A few days ago, I was on a flight to Islamabad and met someone whose enthusiasm and energy need to be harnessed, bottled and served chilled to all those in government and positions of power. He talked of evolution, of how language and methods of communication and social interaction had changed. Of the power of the human mind and what it is capable of when challenged. The world has always been driven by innovation. Today’s world is powered by information and revolves around technology.

He talked about the internet, the unlimited information it offers, about internet cafes and the access they provide a starved nation to the world and beyond. Did you know that internet cafes provide booths, that come equipped with toilet rolls, to their customers so they can surf in privacy? Broadband the entire country, he said, and give everyone an iPad. See what they do. Let them look at whatever they want to, it will automatically lead to a quest for more, more knowledge and more information and will open the mind to new ideas. I can already hear people screaming pornography. Well let them. I am screaming inquiring, imaginative, innovation.

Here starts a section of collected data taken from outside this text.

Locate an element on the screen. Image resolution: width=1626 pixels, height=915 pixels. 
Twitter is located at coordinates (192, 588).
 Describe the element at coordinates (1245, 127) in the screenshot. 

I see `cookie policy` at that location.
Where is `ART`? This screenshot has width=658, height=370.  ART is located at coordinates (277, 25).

If everyone is so worried about pornography, we need to address this fear at it seems to be standing in the way of our access to all the other information and material that should be available to us. Once the mind opens up and the imagination soars, there are no limits to what we can do. The minds we have are naturally inquiring and imaginative and if you allow them to be both these things, you will see innovation.

So if we go back to Dr Hoodbhoy and look at his prescription for changing things, he calls for critical thought, scientific thought, thought that is not boxed in by sets of rules created by people who seek to control you through fear. For introspection, which inevitably is a product of the inquiring mind. And, most importantly, he calls for a sense of humour.

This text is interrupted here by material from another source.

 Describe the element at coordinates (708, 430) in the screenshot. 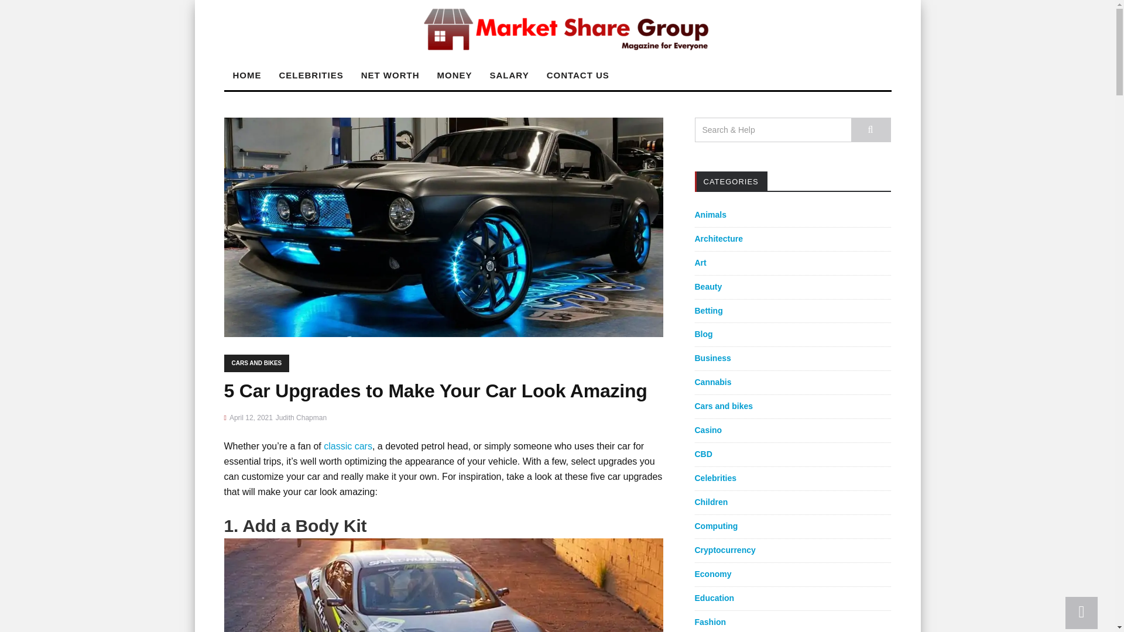

I see `Casino` at that location.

If we can’t laugh at ourselves, can’t see the fun in living, if we believe we are only born to die, then something is seriously wrong. Then we are not looking at utilising our time on earth. Then collectively we shouldn’t bother getting out of bed. Oops we are already doing that. And in our quest to regulate morality, we have decided it’s better that the masses don’t get their hands on computers and their access to the internet be restricted, lest the moral fibre of this nation be corrupted. Forget the real corruption of keeping a country in poverty, just don’t let them evolve.

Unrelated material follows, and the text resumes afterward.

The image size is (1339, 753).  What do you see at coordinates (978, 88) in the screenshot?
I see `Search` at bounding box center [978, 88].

Published in The Express Tribune, March 11th, 2011.

COMMENTS (18)

R S JOHAR | 13 years ago | Reply Mr Observer, what a superb analysis but the report on Pakistan is anything but disturbing which if ignored is well described in your concluding lines. If I am not wrong with my guess that you must be a journalist but hiding your identity. Your observations regarding your education curriculam is spot on which needs immediate revision since youth being fed with hatred, distorted history and concept of jihad from their childhood is a perfect fodder for ever rising religious intolerance which is leading to spreading of violence in the whole country.
Feroz Khan | 13 years ago | Reply The only solution left for Pakistan to save itself is to reclaim the pulpit of the mosque from the mullah. The mosque offers the mullah an access to grassroots opinion and an ability to shape that opinion and unless that is denied to him, there can be no real progress towards a possible solution to the present problems of intolerance in Pakistan. The mullah reaches more people in Pakistan through the weekly Friday sermons than all the so-called English-liberal voices of Pakistan dreaming of Jinnah's Pakistan put together! The name of the game in Pakistan, and the battle for Pakistan, is to gain access to the people with the right information and knowledge and not to access knowledge and information itself! All other talk about iPads and internet and information age power is nothing less than utopian non-sense! Internet and information empowerment will not work in Pakistan because of the language barrier. Unless the vast majority of Pakistanis browse the internet in Urdu and gain in access to sites in Urdu that circumvent the official government "truth" and offer an alternative source of information to the mainstream sources of information, there will be no generation of a critical mass of informed opinion or an introspection of the problems facing Pakistan.